ABSTRACT

The first observation of the photovoltaic effect was made by

Alexander-Edmund Becquerel in 1839. The effect was observed

later in many different forms with different materials. However

the conversion of solar energy into electrical energy with these

structures and devices never got above 1% until the 1950s. John

Shive of the Bell Telephone Laboratories (BTL) in 1952 reported on

a grown p-n junction photocell of silicon that used the very small

area of the region where the junction came to the surface of the

crystal. It was not thought of as a power device but as a sensor. In

1953, Daryl Chapin (an electrical engineer) was looking for a power

source to replace batteries that operated remote communication

systems. Once such source was a thermopile heated by burning a gas

such as propane. At the same time Gerald Pearson (a physicist) and

Calvin Fuller (a chemist) were investigation large area p-n junction

structures for power rectifiers. Fuller studied the diffusion of lithium

at moderate temperatures (∼500◦C) into silicon to form a large area junction and Pearson would contact the two sides of the diffused

wafer and observed that the resulting device was very sensitive to

light. However this device changed its electrical characteristics in

time due to the rapid diffusion of lithium into the silicon even at

room temperature. Fuller then initiated the study of boron diffusion

into n-type silicon, which required a much higher temperature

(∼1000◦C) and the resulting p-n junction was stable at room temperature. When Pearson made the measurements in sunlight

and observed the photovoltaic effect, he calledme into his laboratory

towitness this observation (in December 1953). Pearson recognized

the importance of this development and three of them (Chapin,

Fuller and Pearson) worked together to improve the characteristics

of the device for solar energy conversion and published their

important letter in the Journal of Applied Physics in May 1954, where they reported a conversion efficiency of approximately 6%.
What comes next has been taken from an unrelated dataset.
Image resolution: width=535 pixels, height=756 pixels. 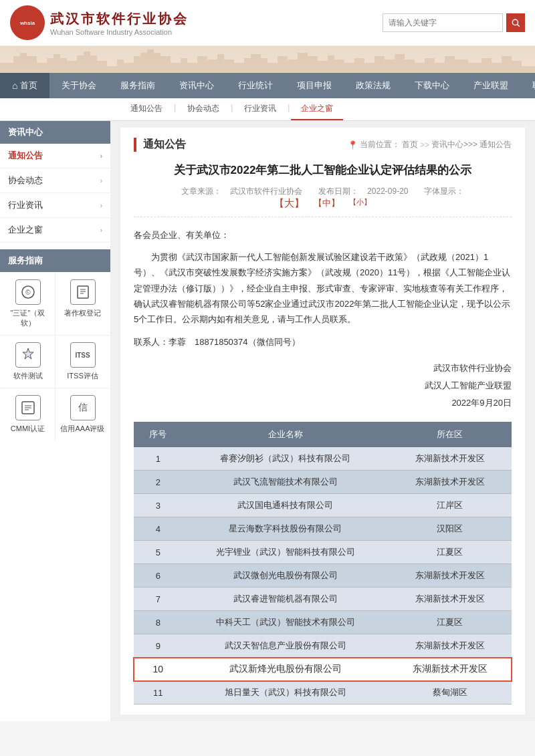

In February 1954, I was asked to take that boron-diffused device,

optimize it and make it reproducible so that it could be used for

some demonstrations. Twomonths later, I and my technologists had

assembled sufficient cells to demonstrate these Bell Solar Batteries

(as they were called) at Murray Hill New Jersey (the location of

the BTL) and a couple of days later at the National Academy of

Sciences in Washington, DC. in a public announcement. During the

next few months I performed some calculations and analysis of

experimental data that I had accumulated and submitted a paper

that was published in the Journal of Applied Physics in May 1955, pointing out that the series resistance of the device was the most

important parameter to control as well as showing that the energy

band-gap of the semiconductor material determines the maximum

efficiency that might be expected from such materials. Silicon was

near the maximum of this curve. Carl Frosch and his team improved

upon Fuller’s diffusion technique, which permitted us to diffuse

several large slices of silicon simultaneously. By mid-1955, we were

able to make 8% to 9% efficient cells, which we reported at the

Conference on the Use of Solar Energy held in Tucson and Phoenix,

Arizona in November 1955. Later that year, Ed Stansbury of the BTL

was able to make an 11% efficient small cell. The first application

of these silicon solar cells was their use in a telephone application in

Americus, Georgia, where a trial was held for sixmonths in late 1955

and early 1956. Even though the results of the trial were successful

from a technology point of view, no further use was made in the Bell

system at that time due to cost considerations.